One Of The Two Most Crowded "Consensus Trades" Of 2015 Just Ended With A Whimper

Back in January we laid out the "two most crowded trades" in the hedge fund community as we entered 2015. The first was being long the US dollar, a trade which as we updated two weeks ago has gotten so big, it is now the biggest consensus trade by a factor of 3x...

... one which when it finally does blow up, will wipe out many macro and micro "hedge" funds who have been frontrunning the Fed's rate hike since mid-2014, and the second Yellen hints at a rate cut or worse the shockwave from the USD liquidation will be felt around the globe.

The Death Of Decoupling

The Death Of Decoupling

Despite the increasing perception of policy divergence between The US and the rest of the world, it appears 'factors beyond the control of the central planners' has stymied hope for any US-based sparking of global growth.
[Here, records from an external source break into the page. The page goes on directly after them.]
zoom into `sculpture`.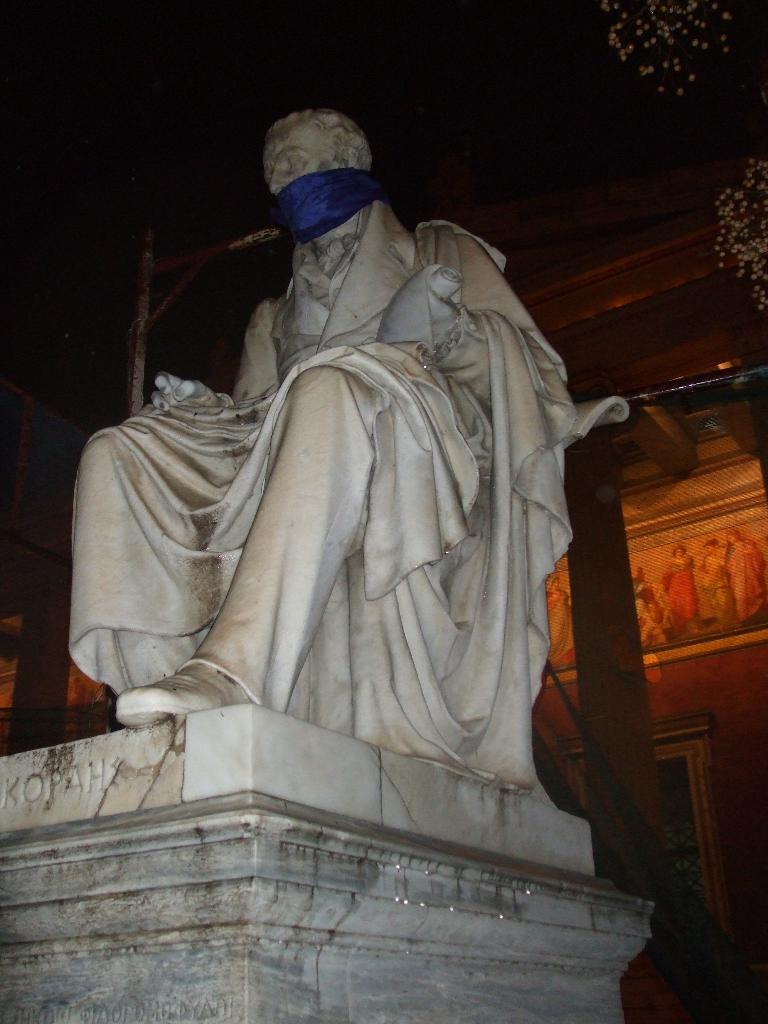
Zoom target: [71,79,609,876].
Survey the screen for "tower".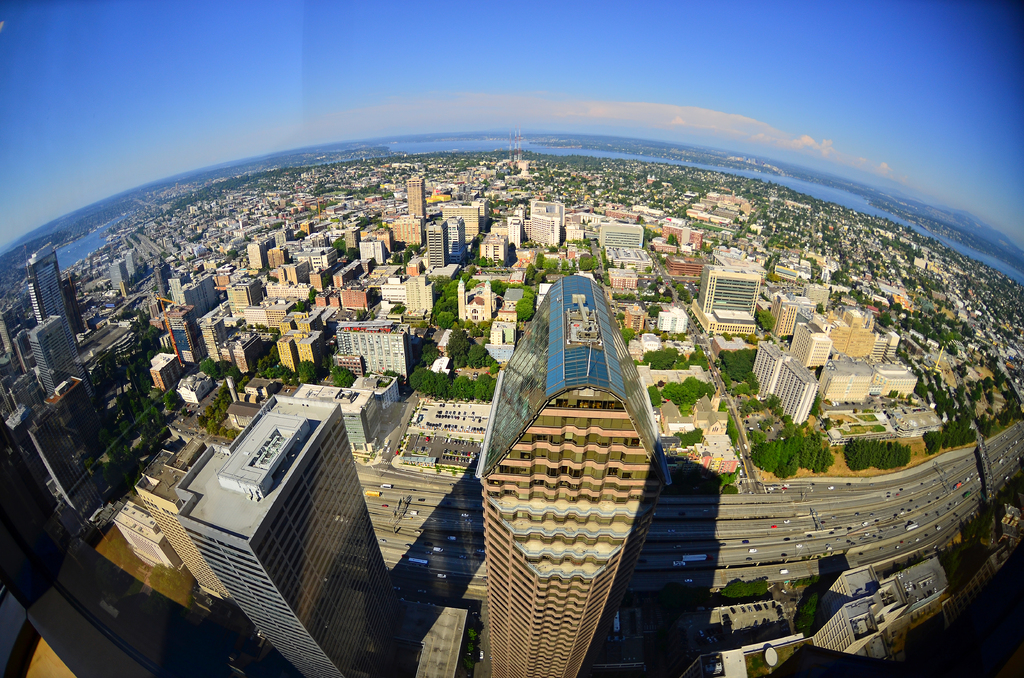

Between The Fed's liquidity withdrawal and the deflationary tsunami from an emerging world buried in credit-fueled mal-investment, it is increasingly clear that central banks have lost control and everything is now going down together.

 

US Economy - A Year-End Overview

Submitted by Pater Tenebrarum via Acting-Man.com,

Hiking Into a Slowdown

It becomes ever more tempting to conclude that the timing of the Fed’s rate hike was really quite odd, even from the perspective of the planners – even though the U3 unemployment rate has fallen to a mere 5% and they are probably correct about the transitory nature of the currently very low headline “inflation” rate (as we have recently pointed out, actual monetary inflation currently stands at almost 8% y/y).